In a game at Christmas, also against the Pacers, Bird told Chuck Person before the opening jump that he had a present for him. Then, at a time when Person was on the bench, Bird hit a 3-pointer in front of him and with the ball still in the air he turned and said “fucking Merry Christmas” (Merry fucking Christmas). The shot came in clean right after, of course.
“Ben Poquette? Are you fucking kidding?”
At a game in Chicago in 1987, Bird had problems with the free tickets he should have received from the Bulls. Before playing, he communicated this situation to the rival coach, Doug Collins. And he also asked him what the pavilion’s point record was because his intention was to beat it.

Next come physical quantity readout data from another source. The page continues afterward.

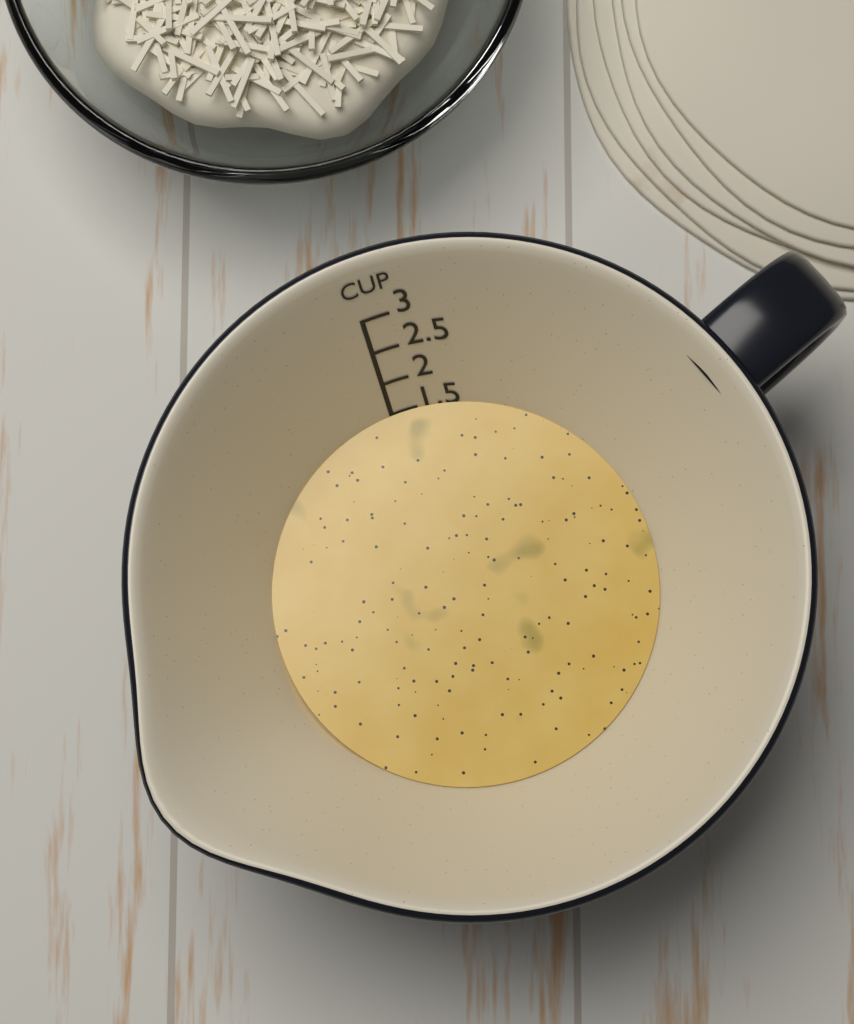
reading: 1.5 cup
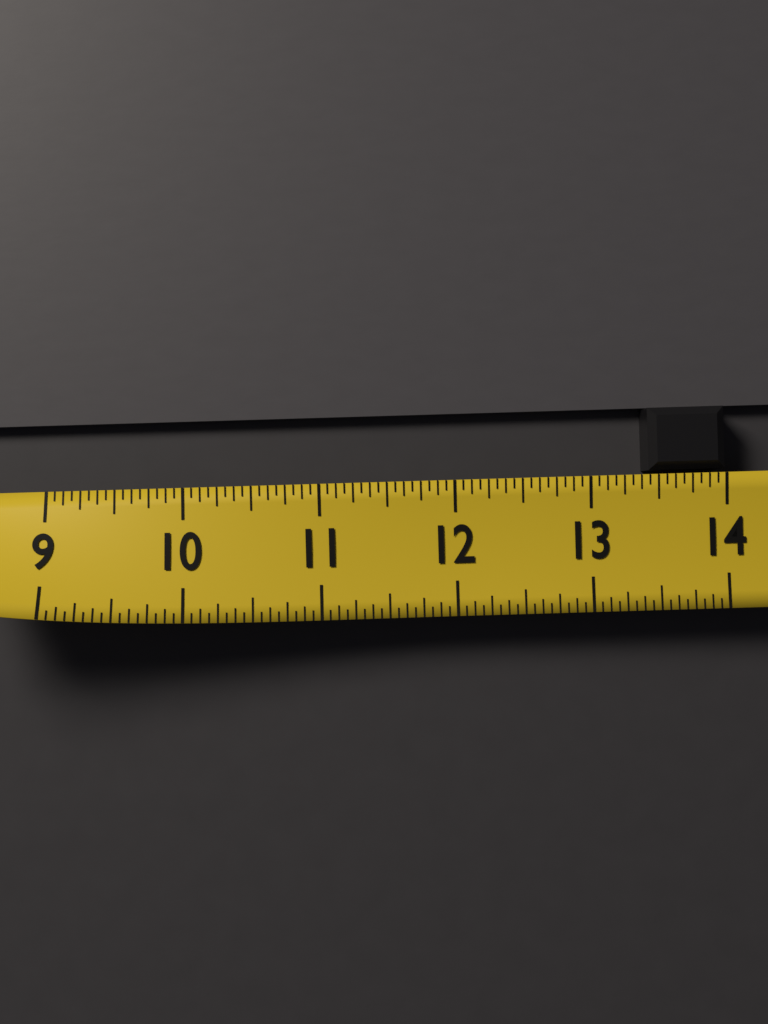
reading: 13.4375 (no unit)
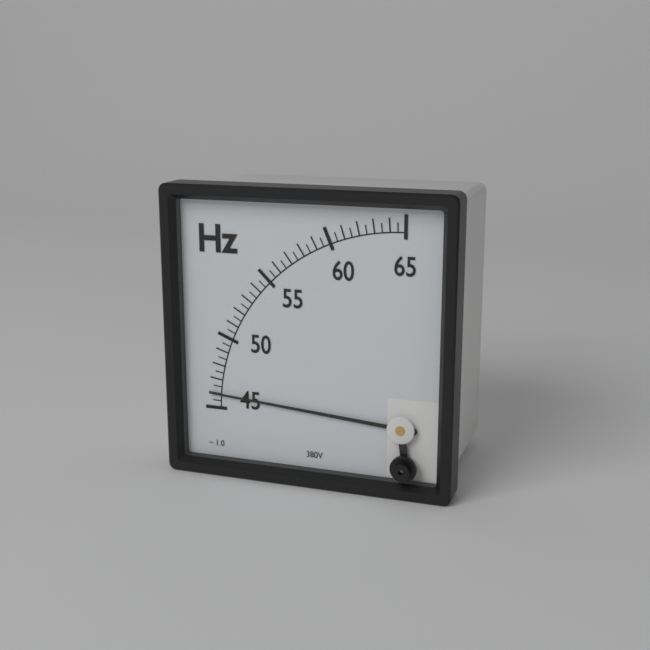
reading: 46.0 Hz
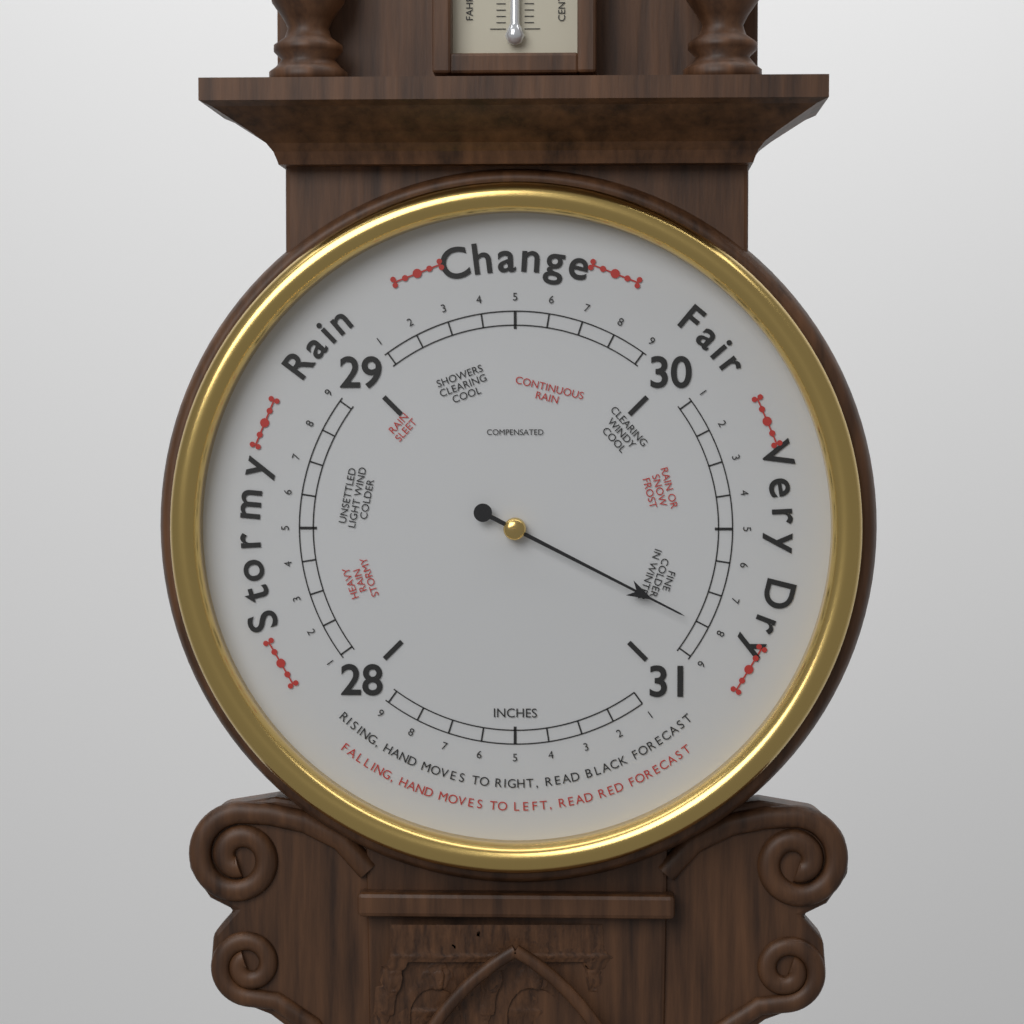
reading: 30.8 inHg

The game began with Ben Poquette, a white forward, defending Bird, who did not like being placed white defenders because it seemed disrespectful. So he turned to Collins and said, “Ben Poquette? Are you fucking kidding?” Then he scored 33 points in the first half alone and finished the game with 41.
“Give me a defender or I’ll put 60”
In a duel against the bad boys From Detroit, Bird scored four baskets in a row against Dennis Rodman and told Chuck Daly, the legendary Pistons coach: “Who’s defending me, Chuck? Is there someone defending me? You better put someone or I’ll score 60 points”. Rodman himself recalled it like this: “I was glued to him, trying to keep him from receiving and he was dedicated to telling his teammates to pass the ball to him, that he was alone, to hurry up before the rival noticed and covered him. And he would receive, elbow me in the jaw and score the shot right in my face. And he told my coach ‘take this guy out and get someone to defend a bit because it’s very easy when I play so liberated’”.
“Do you realize?”
In a game in Dallas in 1986, Bird told the entire Mavericks bench what was going to happen after a timeout: “Do you realize? I’m going to stay here, not moving. The ball will be passed to me and the next thing you will hear is the sound of the ball going through the net.”. And so it happened, exactly. Bird scored and winked at the Mavs dugout as he came back to the other side of the track to defend.